The only places where the evidence suggests the boom is over are the ones where a boom never took place – like Melbourne, Hobart, Darwin and Canberra.

But not only, according to media, is the fictional national boom over, but property prices are plunging. One headline in Fairfax media claimed to reveal Why property prices are plunging across Australia – amid warning they could slide even further.

A close examination of the article underneath this startling headline discovered there was no evidence in the story to justify the headline. Quite simply, the headline was a blatant fabrication – which, sadly, is all too common in today’s news media.

The article revealed that Sydney’s median price was 0.8% lower than three months earlier but 3.3% higher than a year earlier, while Melbourne was down 1% over three months. Nothing in those figures goes even close to “prices plunging”.

In the other major cities prices were still rising and indeed were still growing at boom time rates.

House prices were also up in the Combined Regions in the latest month, the latest quarter and the past year– and unit prices were also up nationally, both in the cities and the regions.

So, there was very little sign of even minor decline in prices anywhere and certainly no evidence at all of price plunging. 

So this was yet another instance of a headline which was an outright and blatant lie.

And who wrote this rubbish? well, it was the champion of negative media about residential real estate, the endlessly sad Shane Wright who has devoted his career to writing nonsense about property markets.

But wait, there’s more. Not only is the fictional national price boom over, but apparently the rental boom is over as well!

There have been strident headlines and soundbites inferring that rents are no longer rising. 

As is so often the case with these big sweeping media statements, the claim was based on a single month’s figures from one source.

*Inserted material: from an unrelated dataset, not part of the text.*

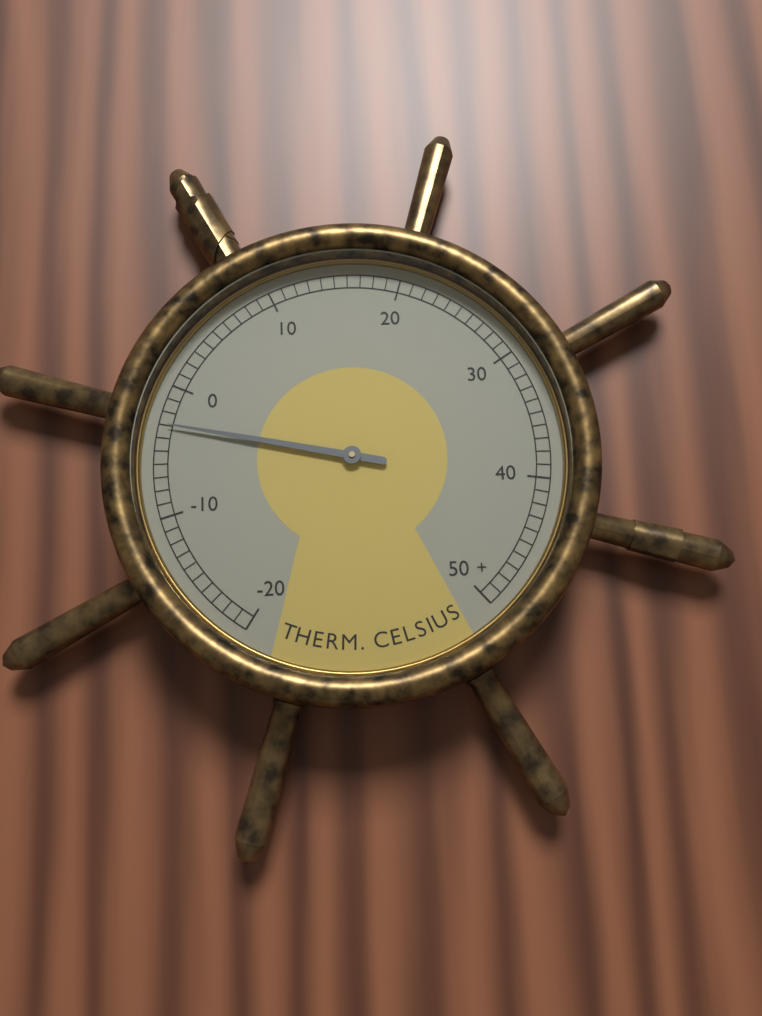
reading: -3 °C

Nationally, rents rose only 0.2% in November, according to CoreLogic, therefore the boom is over in the simplistic minds of attention-seeking analysts and journalists.

And, yes, once again, the source of this myopic and shallow analysis is CoreLogic, a business which publishes lots of major real estate data but is quite dreadful at analysing what it all means.

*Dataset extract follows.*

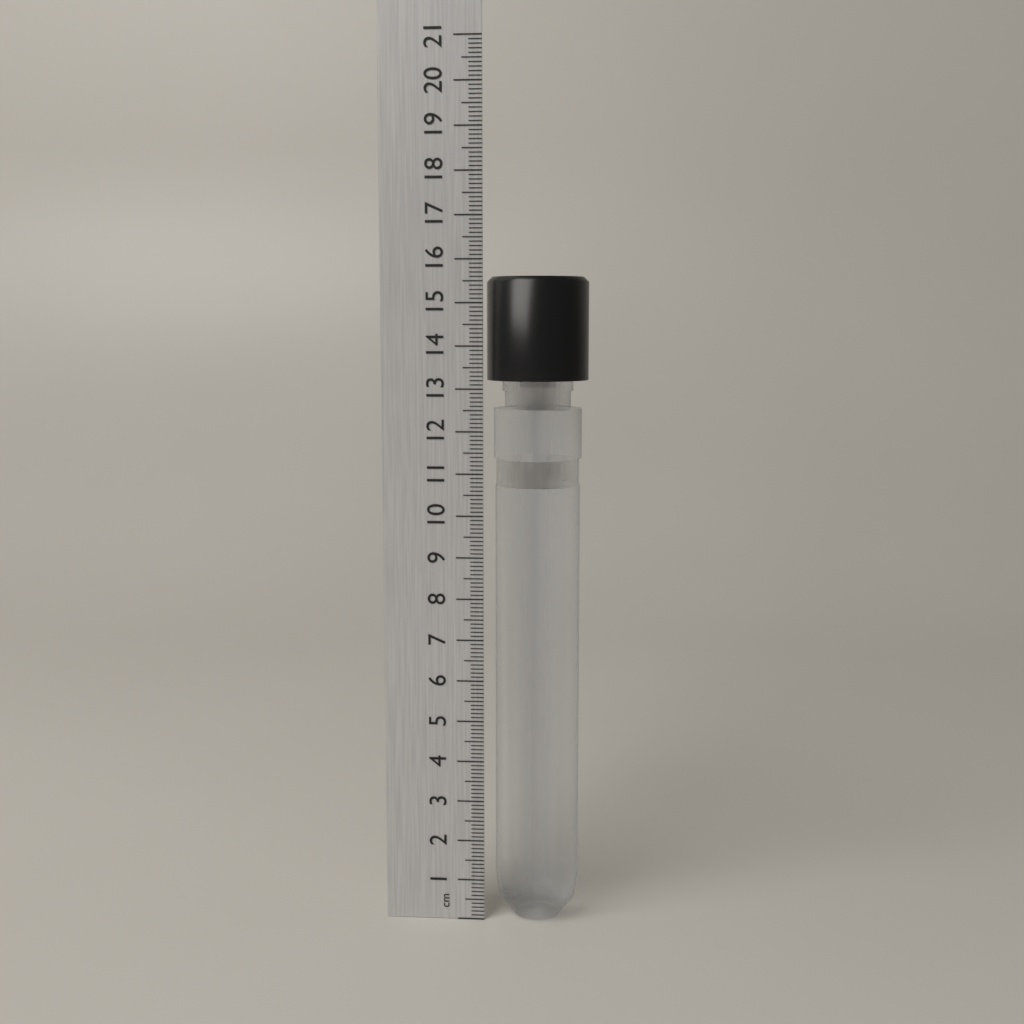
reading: 15.6 cm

So CoreLogic’s head of research Tim Lawless said:

“At 5.3% annual growth, rents are still rising at more than twice the pre-pandemic decade average of 2.0%, but given the weak monthly change the annual trend is set to slow further from here.

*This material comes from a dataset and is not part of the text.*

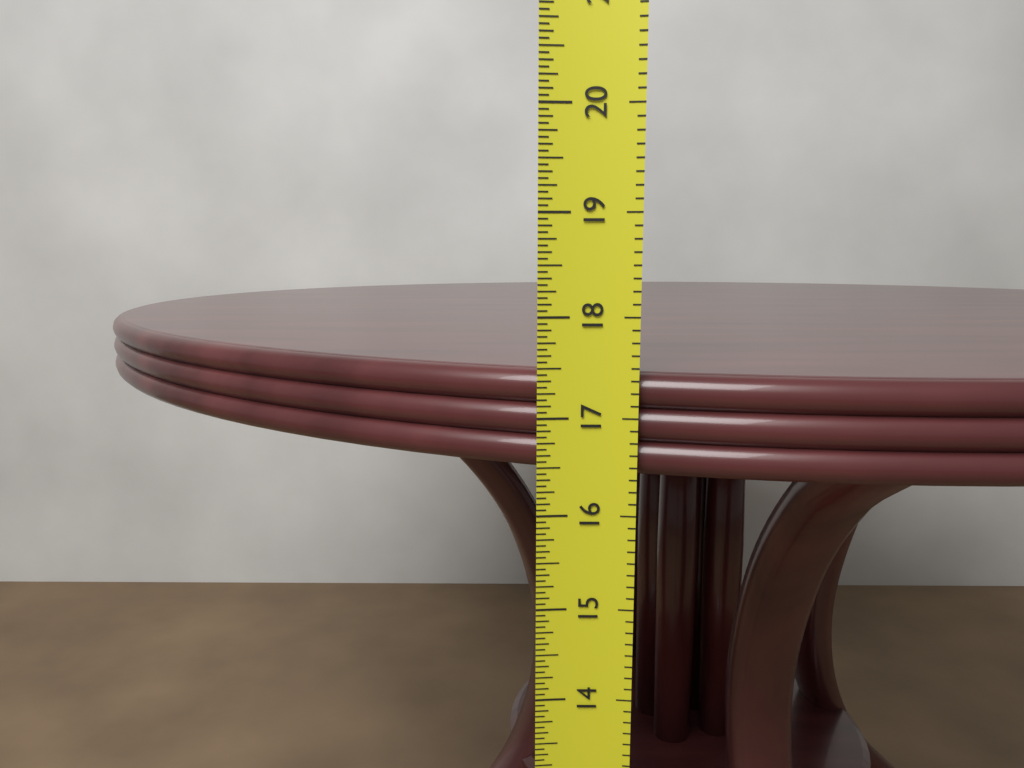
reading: 17.4375 in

“It will be interesting to see if the rate of rental growth rebounds through the seasonally strong first quarter of the year in 2025, but beyond any seasonality, it looks increasingly like the rental boom is over”.

But other sources tell a different story. SQM Research records a monthly rise of a tick under 1% as the national average for residential rents, with Adelaide up 1.1%, Perth rising 1.9% and Canberra up 1.5%.

The national vacancy rate remains a fraction above 1%, essentially unchanged from three years ago, so can anyone justify a claim that the rental shortage crisis and rising rents is all done and dusted? Hardly.

Another startling set of headlines resulted from the latest Regional Market Update from CoreLogic which declared that the highest capital growth was occurring in Queensland and WA mining towns.

I was truly perplexed because I know there has been little price growth recently in mining towns like Karratha, Port Hedland and Newman in WA and Moranbah in Queensland.

However, the headlines resulted from CoreLogic boffins – yes, it’s CoreLogic again - re-defining major regional cities as mining towns. 

Apparently Townsville, which has one of the most diverse economies in regional Australia, with only minor influence from the resources sector, is now a mining town. 

So is the key Central Queensland of Mackay, apparently, despite being 2-3 hours’ drive from the nearest coal mine.

In WA, the key regional city of Geraldton is also, apparently, a mining town, according to Core illogic, although the nearest iron ore mine is an hour’s drive away.

All of this, and a whole lot more, reinforces our view that there is more misinformation than actual information in mainstream media.

And that any real estate consumer who bases a decision on the content of media reports is at risk of making a very bad decision.